The ground was shaking.

Eliza gasped, pressing herself against the wall, heart hammering—or perhaps it was merely the earth shaking every part of her.

“Silas,” she rasped. “Silas!”

He was sprawled out on the bed, head pillowed on his arm, fingers dangling over the side of the mattress. And he was, apparently, immune to earthquakes.

Another rumble creaked the floorboards and jittered Eliza’s heart. She threw her pillow at the sleeping snake, and he finally lifted his head, squinting at her, his black hair tousled and hanging in his eyes.

“There’s an earthquake!” she cried out. “What do we do? Should we leave? Should we—”

He waved a dismissive hand, tucking the pillow under his head and settling again, even as the bed rocked along with therest of the room. Perhaps shapeshifters could not be killed by earthquakes, but Eliza was only human, and she could not help imagining the ceiling coming down, reducing her to one more piece of rubble beneath it. The dresser had scooted a few inches away from the wall. If it had been tall instead of wide, it would have toppled on her already.

Another tremor rocked the room, and she tipped, barely catching herself on her hands before her face met the floor. In a split second, she made a decision born of self-preservation. She crawled over to the edge of the bed and heaved herself onto it.

Unfortunately, she moved just as another tremor hit, so the ground bucked, and she lost her balance.

Falling directly onto Silas, her elbow jabbing his stomach.

“Ow!” He sat up, glaring at her. For a moment, a line of gray scales rippled across the edge of his cheekbones, and she held her breath, but they vanished, and then he was a grumpy human again. “What is the matter with you?”

It felt too pathetic to say,I’m scared. Instead, she returned his glare.

“You wouldn’t communicate, so I was forced to take matters into my own hands. Now, use your words, Silas Bennett, and tell me what’s happening!”

He rolled his eyes, as if she were more bothersome to him than the room-shaking tremors. Then he grumbled, “It’s Stone Caster training. They tear up the ground and put it back together. Give it an hour.”

“Anhour?”

Eliza struggled to sit up, extracting her limbs from where they’d tangled with his. Meanwhile, he sighed and scooted to press his back against the wall, leaving her a paltry space.

“I’m sure it feels worse on the floor,” he admitted, which was more than she’d expected.

He wasn’t wrong. The mattress absorbed some vibration,and the presence of another person—even an enemy—brought a sense of security as well. When the next tremor hit, Eliza abandoned her attempts to sit up straight and instead curled tightly into the abandoned bed space, still warm from his body heat. By necessity, she was lying over his arm, and her knees bumped into his. She darted a glance up to see if her proximity annoyed him.
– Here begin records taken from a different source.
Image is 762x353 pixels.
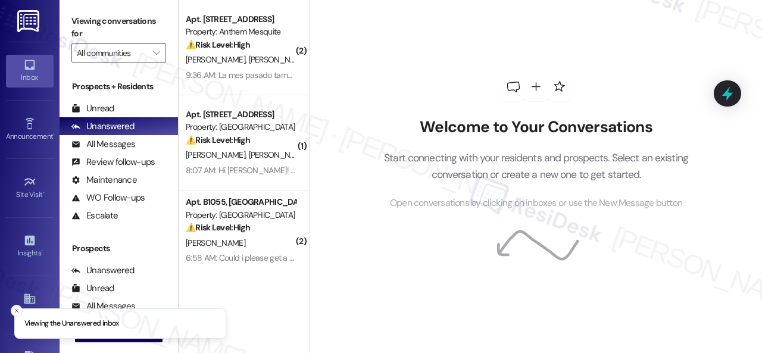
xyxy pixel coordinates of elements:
div: Escalate [71,209,118,222]
div: Property: [GEOGRAPHIC_DATA] [186,121,296,133]
span: Open conversations by clicking on inboxes or use the New Message button [390,196,682,211]
div: Apt. [STREET_ADDRESS] [186,13,296,26]
div: 6:58 AM: Could i please get a response? [186,252,326,263]
p: Viewing the Unanswered inbox [24,318,119,329]
p: Start connecting with your residents and prospects. Select an existing conversation or create a n... [366,149,706,183]
div: Apt. [STREET_ADDRESS] [186,108,296,121]
span: [PERSON_NAME] [186,54,249,65]
img: ResiDesk Logo [17,10,42,32]
a: Insights • [6,230,54,262]
div: All Messages [71,138,135,151]
div: Property: [GEOGRAPHIC_DATA] [186,209,296,221]
span: • [43,189,45,197]
a: Inbox [6,55,54,87]
div: Apt. B1055, [GEOGRAPHIC_DATA] [186,196,296,208]
div: WO Follow-ups [71,192,145,204]
div: Unanswered [71,120,134,133]
span: • [41,247,43,255]
i:  [153,48,159,58]
span: [PERSON_NAME] [186,149,249,160]
div: Prospects + Residents [60,80,178,93]
button: Close toast [11,305,23,317]
span: [PERSON_NAME] [249,54,308,65]
strong: ⚠️ Risk Level: High [186,222,250,233]
div: Archived on [DATE] [184,265,297,280]
h2: Welcome to Your Conversations [366,118,706,137]
a: Buildings [6,289,54,321]
div: Unread [71,102,114,115]
span: [PERSON_NAME] [249,149,308,160]
div: Prospects [60,242,178,255]
a: Site Visit • [6,172,54,204]
div: Unanswered [71,264,134,277]
div: Unread [71,282,114,295]
span: • [53,130,55,139]
input: All communities [77,43,147,62]
strong: ⚠️ Risk Level: High [186,134,250,145]
span: [PERSON_NAME] [186,237,245,248]
div: Review follow-ups [71,156,155,168]
div: Maintenance [71,174,137,186]
div: Property: Anthem Mesquite [186,26,296,38]
strong: ⚠️ Risk Level: High [186,39,250,50]
label: Viewing conversations for [71,12,166,43]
But that wasn’t what she saw.

Up close, he was more handsome than she’d realized. Perhaps that was because he was still groggy with sleep, blinking his dark lashes lethargically. His ink-black hair fell in strands across his eyes, and his jawline carried a shadow of growing stubble against his honeyed skin, which accentuated his lips. Eliza had never knowndisheveledto look so attractive on anyone.
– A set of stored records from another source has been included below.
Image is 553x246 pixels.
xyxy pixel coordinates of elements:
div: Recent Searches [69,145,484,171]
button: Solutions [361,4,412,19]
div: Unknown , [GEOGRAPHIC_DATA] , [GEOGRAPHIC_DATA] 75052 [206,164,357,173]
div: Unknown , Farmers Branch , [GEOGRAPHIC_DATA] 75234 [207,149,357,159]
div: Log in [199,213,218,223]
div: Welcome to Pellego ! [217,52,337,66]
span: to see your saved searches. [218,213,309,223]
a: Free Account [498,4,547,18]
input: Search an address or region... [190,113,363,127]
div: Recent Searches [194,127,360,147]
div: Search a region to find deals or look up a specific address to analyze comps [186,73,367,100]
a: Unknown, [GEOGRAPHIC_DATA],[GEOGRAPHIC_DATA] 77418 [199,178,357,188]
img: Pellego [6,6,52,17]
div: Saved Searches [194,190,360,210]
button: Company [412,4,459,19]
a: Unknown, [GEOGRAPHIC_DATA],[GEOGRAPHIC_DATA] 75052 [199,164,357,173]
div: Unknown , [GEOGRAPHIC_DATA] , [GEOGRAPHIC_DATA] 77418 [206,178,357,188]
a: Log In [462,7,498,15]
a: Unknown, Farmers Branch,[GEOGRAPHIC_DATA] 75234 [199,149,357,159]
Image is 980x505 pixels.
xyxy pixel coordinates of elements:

“Don’t get any ideas,” she mumbled, cheeks flushing. “This doesn’t mean anything.”

He yawned. “You’re the type to assign meaning to things,apta, not me.”

When he lowered his head again, it knocked softly into hers on the shared pillow. She pulled hers back to the far edge.
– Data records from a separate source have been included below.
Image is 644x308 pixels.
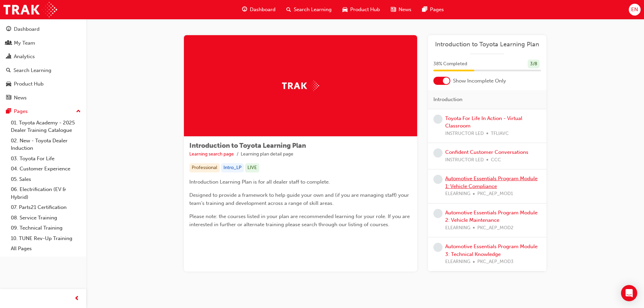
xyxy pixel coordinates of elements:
a: Introduction to Toyota Learning Plan [433,41,541,49]
span: up-icon [76,107,81,116]
a: Toyota For Life In Action - Virtual Classroom [445,116,522,129]
a: Product Hub [3,78,84,90]
a: 03. Toyota For Life [8,154,84,164]
span: people-icon [6,40,12,46]
a: 05. Sales [8,174,84,185]
span: Product Hub [350,5,380,14]
span: PKC_AEP_MOD1 [478,190,513,198]
button: EN [629,4,641,15]
a: All Pages [8,243,84,254]
a: Search Learning [3,65,84,77]
span: TFLIAVC [491,130,509,138]
img: Trak [3,2,57,17]
a: 04. Customer Experience [8,164,84,174]
span: INSTRUCTOR LED [445,130,484,138]
a: car-iconProduct Hub [337,3,385,17]
span: car-icon [342,5,348,14]
a: My Team [3,37,84,49]
img: Trak [282,81,319,91]
a: 07. Parts21 Certification [8,203,84,213]
div: Product Hub [14,80,44,88]
a: 09. Technical Training [8,223,84,233]
span: learningRecordVerb_NONE-icon [433,243,442,252]
div: Open Intercom Messenger [621,286,638,302]
a: 08. Service Training [8,213,84,223]
a: Automotive Essentials Program Module 3: Technical Knowledge [445,243,538,257]
span: Dashboard [250,5,275,14]
span: ELEARNING [445,258,470,266]
span: PKC_AEP_MOD3 [478,258,514,266]
span: Search Learning [294,5,332,14]
span: Introduction to Toyota Learning Plan [189,142,306,149]
a: News [3,92,84,104]
span: Please note: the courses listed in your plan are recommended learning for your role. If you are i... [189,213,411,228]
a: 02. New - Toyota Dealer Induction [8,136,84,154]
button: Pages [3,105,84,118]
span: pages-icon [422,5,428,14]
span: Designed to provide a framework to help guide your own and (if you are managing staff) your team'... [189,192,411,206]
span: PKC_AEP_MOD2 [478,224,514,233]
span: news-icon [6,95,12,101]
span: INSTRUCTOR LED [445,156,484,164]
span: Pages [430,5,444,14]
span: learningRecordVerb_NONE-icon [433,115,442,124]
span: CCC [491,156,501,164]
a: 06. Electrification (EV & Hybrid) [8,185,84,203]
button: DashboardMy TeamAnalyticsSearch LearningProduct HubNews [3,22,84,105]
a: pages-iconPages [417,3,449,17]
span: pages-icon [6,109,12,115]
span: learningRecordVerb_NONE-icon [433,209,442,218]
span: search-icon [6,68,11,74]
a: 01. Toyota Academy - 2025 Dealer Training Catalogue [8,118,84,136]
span: ELEARNING [445,224,470,233]
a: Confident Customer Conversations [445,149,529,156]
span: chart-icon [6,54,12,60]
span: car-icon [6,81,12,87]
span: learningRecordVerb_NONE-icon [433,175,442,184]
span: Show Incomplete Only [453,77,506,85]
span: 38 % Completed [433,60,467,68]
span: News [399,5,412,14]
span: search-icon [286,5,291,14]
a: Analytics [3,50,84,63]
a: 10. TUNE Rev-Up Training [8,233,84,244]
span: news-icon [391,5,396,14]
a: guage-iconDashboard [237,3,281,17]
div: Professional [189,163,220,172]
div: Search Learning [14,67,52,75]
a: Automotive Essentials Program Module 1: Vehicle Compliance [445,176,538,189]
div: Dashboard [14,25,39,33]
a: news-iconNews [385,3,417,17]
div: My Team [14,39,35,47]
span: EN [632,5,638,14]
div: Pages [14,108,28,116]
div: News [14,94,27,102]
div: 3 / 8 [528,59,539,69]
a: search-iconSearch Learning [281,3,337,17]
span: Introduction [433,95,462,103]
span: prev-icon [75,295,79,303]
span: guage-icon [6,26,12,32]
div: LIVE [245,163,259,172]
span: guage-icon [242,5,247,14]
span: ELEARNING [445,190,470,198]
a: Learning search page [189,151,234,157]
span: Introduction Learning Plan is for all dealer staff to complete. [189,179,330,185]
div: Intro_LP [221,163,244,172]
span: learningRecordVerb_NONE-icon [433,149,442,158]
div: Analytics [14,53,35,61]
a: Dashboard [3,23,84,35]
a: Automotive Essentials Program Module 2: Vehicle Maintenance [445,210,538,224]
li: Learning plan detail page [241,151,294,159]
The tremors still shook the bed, and no matter how stiffly Eliza held herself, they seemed determined to roll her directly into Silas. Her arms bumped his chest, though she held them tightly against her own. Her heart pounded with each rumble of the earth, but now it also pounded at the thought of the boy beside her, because she was close enough to smell the soap he must have bathed with—almond and spice—and to feel his warm breath coursing down her cheek.

Did he have to breathe so forcefully?

She peeked up at him through her lashes only to realize he had fallen asleep again. His eyes were closed, and that breathing rhythm was too deep, too even.